The Distinguished Salvager is a 3D spot-the-difference game where you search a submarine for changes to it's various rooms, and use them to progress through each level. It was made in one week for the Renewal Game Jam hosted by the Games Den. I did all of the programming and some of the 3D modelling (mainly the level geometry, the fish and the submarine) and my teammate did the other 3D modelling (all the objects in rooms) as well as the audio and music.
You play as a submarine inspector who has been recruited to steal an item from one of the submarines you inspect. You have unlimited time as an inspector to wander the submarine and remember the layout, and then get sent on your mission. Each floor of the submarine the guards will patrol at night, and if they find you will catch and apprehend you. However, one guard on each floor is a plant, and will instead give you the access code to a lower floor. They will indicate which room they patrol by slightly changing an object, and it is up to you to identify the room with changed objects and sleep there to progress down the floors.
The game also features a memory mechanic, where you are able to hold the Tab key to view the state of the submarine as it was during inspection. This can let you verify if you're correct or not, and lasts for 2.5 seconds per level.
The presentation of the game is deliberately restrictive to allow for quicker asset creation, since we only had a week to complete the game. The game runs at a resolution of 400x300, with posterized colours.
Technical Write-up
The primary challenge of this game I had to solve was that there are, for each floor, three different states the player can be in (Inspecting, Remembering, and Searching). I did not want to have to create each level three times, or duplicate the level scene so I needed each level to be able to handle all three of the different states. To solve this, I added a flag to each level to specify whether it should have it's items randomized or not (more on how that works later), and created a container called the Level System. Inspection mode is a simple case, since I just have to spawn a new level with the randomization flag off for it to work properly. This works on top of the level system I already had to handle the main menu and cutscenes, so the entire Level System is treated as one "level" the same as any other, which then in turn spawns the actual game level.
For searching, I actually spawn the level twice, once with randomizations and once without.

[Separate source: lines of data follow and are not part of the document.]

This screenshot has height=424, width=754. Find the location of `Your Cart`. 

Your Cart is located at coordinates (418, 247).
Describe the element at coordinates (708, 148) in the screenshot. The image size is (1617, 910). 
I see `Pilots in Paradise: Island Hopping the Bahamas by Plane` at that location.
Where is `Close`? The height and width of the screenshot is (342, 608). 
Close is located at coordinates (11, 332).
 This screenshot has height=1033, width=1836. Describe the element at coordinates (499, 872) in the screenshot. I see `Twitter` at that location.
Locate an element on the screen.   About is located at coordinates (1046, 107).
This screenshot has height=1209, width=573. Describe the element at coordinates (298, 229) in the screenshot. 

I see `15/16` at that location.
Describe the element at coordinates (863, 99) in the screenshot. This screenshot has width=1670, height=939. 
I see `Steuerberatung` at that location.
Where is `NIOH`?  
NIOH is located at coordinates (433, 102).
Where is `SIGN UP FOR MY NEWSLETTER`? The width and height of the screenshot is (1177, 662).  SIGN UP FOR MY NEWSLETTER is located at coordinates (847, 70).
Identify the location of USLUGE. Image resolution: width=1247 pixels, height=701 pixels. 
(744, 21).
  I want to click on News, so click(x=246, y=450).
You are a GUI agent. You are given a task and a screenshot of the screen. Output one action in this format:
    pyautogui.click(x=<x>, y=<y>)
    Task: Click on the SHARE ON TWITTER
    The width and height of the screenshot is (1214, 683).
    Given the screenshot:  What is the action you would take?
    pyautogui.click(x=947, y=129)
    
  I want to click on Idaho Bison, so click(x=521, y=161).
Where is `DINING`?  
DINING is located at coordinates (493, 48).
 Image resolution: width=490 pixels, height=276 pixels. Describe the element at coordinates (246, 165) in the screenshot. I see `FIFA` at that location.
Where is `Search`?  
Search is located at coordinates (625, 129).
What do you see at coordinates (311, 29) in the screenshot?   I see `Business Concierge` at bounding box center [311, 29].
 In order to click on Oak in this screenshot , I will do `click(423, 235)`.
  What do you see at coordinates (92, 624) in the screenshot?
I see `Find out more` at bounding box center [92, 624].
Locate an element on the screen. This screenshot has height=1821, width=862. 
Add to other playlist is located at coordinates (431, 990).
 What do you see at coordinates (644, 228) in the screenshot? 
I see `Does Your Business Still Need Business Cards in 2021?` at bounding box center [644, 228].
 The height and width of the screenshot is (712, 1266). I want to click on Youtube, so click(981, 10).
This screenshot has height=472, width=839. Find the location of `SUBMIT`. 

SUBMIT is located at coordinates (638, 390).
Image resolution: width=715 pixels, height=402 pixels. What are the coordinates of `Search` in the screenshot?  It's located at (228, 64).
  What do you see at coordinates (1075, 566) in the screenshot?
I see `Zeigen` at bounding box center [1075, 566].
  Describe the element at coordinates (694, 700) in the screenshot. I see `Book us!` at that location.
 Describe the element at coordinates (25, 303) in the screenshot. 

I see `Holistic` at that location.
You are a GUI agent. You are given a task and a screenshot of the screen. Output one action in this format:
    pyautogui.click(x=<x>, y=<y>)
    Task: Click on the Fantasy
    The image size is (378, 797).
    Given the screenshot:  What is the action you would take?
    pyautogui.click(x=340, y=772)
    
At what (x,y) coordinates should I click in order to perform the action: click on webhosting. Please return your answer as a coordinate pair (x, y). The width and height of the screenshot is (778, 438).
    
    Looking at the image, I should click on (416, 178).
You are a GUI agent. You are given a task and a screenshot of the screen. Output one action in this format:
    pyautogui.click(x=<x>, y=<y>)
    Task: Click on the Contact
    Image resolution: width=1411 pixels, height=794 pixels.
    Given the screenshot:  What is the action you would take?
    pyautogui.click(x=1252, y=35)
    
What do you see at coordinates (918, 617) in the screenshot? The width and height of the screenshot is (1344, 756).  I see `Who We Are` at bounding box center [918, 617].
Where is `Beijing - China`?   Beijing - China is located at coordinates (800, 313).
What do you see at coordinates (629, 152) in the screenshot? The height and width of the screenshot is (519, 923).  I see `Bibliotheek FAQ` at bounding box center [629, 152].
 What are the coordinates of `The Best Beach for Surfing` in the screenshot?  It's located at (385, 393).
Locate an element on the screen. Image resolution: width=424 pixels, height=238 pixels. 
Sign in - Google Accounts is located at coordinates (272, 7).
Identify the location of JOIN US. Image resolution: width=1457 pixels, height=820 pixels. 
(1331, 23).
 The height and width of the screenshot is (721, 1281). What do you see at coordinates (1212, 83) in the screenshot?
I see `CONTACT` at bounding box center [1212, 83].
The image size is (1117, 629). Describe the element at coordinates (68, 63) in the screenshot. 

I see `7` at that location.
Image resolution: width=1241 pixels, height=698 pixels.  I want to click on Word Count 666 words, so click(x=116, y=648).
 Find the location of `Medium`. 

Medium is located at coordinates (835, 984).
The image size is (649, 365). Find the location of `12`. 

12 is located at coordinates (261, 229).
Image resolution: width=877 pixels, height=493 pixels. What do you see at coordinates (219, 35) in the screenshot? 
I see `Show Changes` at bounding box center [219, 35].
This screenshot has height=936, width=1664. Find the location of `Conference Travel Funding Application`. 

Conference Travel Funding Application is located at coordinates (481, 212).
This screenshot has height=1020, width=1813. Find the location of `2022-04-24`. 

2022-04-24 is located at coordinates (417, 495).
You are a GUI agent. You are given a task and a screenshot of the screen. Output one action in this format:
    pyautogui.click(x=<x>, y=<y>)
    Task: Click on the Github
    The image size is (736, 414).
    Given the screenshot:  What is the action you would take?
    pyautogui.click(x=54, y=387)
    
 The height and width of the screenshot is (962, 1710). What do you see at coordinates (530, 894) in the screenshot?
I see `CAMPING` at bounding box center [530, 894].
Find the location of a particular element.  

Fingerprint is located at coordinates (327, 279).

Each level renders to it's own SubViewport, with the searching level layered above the memory level. To show the memory effect, I fade out the searching viewport to reveal the memory one underneath.
I have the player exist outside the level so that there's always only one, and the search camera pushes it's transform to another camera in the memory level so that they're always synced. This means that the player will always respect geometry in the searching level even when remembering, which works for this game since the only dynamic collision is the doors which I designed to call to their versions in the other levels to also open at the same time, ensuring the collisions are always in sync.
When a level loads, if it should be randomized it selects one of it's rooms as the correct one. Each room has a "randomization budget" and it will spend this budget on random elements which have their own cost until it's out of budget. This allows us to design rooms with only one obstacle that can change, or many, and to be able to control their probabilities and frequencies easily. To allow an object to be randomized, I created a RandomDifference component I can add as a child of an object which exposes an array of RandomEffect resources and a cost. The random difference will apply all RandomEffects when purchased by it's room, which are implemented by extending RandomEffect with a child class for each effect, including offsetting the object, rotating it, scaling it, and disabling/enabling it.
For the colour posterization I wrote a shader that accepts a sampler2D uniform to be used as a colour palette, and sets it's colour to the closest matching colour found in the palette. This shader is applied to each level's SubViewport, which allows for the different types of level to have their own palette. If I wanted to use the colour palette authentically I could have set the filter mode on the palette to closest, but I opted instead to use linear filtering with more steps than there were colours in the palette to get control over how many in-between colours there are between defined colours in the palette. I found this to look better, since I have less direct control over each pixel on the screen in 3D than in 2D and the filter would sometimes pick unnatural colours for certain objects (for example, without this the water would occasionally be green since it was closer in distance than the nearest blue in the palette). The colour palettes are all from lospec, specifically:
To accomplish the splotchy screen transitions, I wrote a shader that takes the vertex colour of a UI element and applies that with a mask to determine if it should be transparent: if the vertex colour alpha is less than the mask's value the pixel is completely transparent, otherwise it is completely opaque. I then apply a noise texture as the mask, so that the previous image fades away in the shape of the noise texture. I can then animate this fade by changing the vertex alpha of the UI element by changing it's colour in code the same way as any normal fade. To make this work as a level transition, and to ensure that there are never more objects loaded than needed, before loading I take a screenshot of the game and display it in front of the whole game. I then unload the previous level and load the new one, and then fade out the screenshot. This ensures that even during screen transitions there is only ever one level system loaded.
For the water and ground in the underwater environment, I created them with a shader on a subdivided plane. The shader offsets each vertex position via a noise texture, which is seamless and scrolled over time to give the illusion of movement. To colour the terrain I specify a peak and trough colour and set each vertex's colour to be interpolated between these two based on it's height.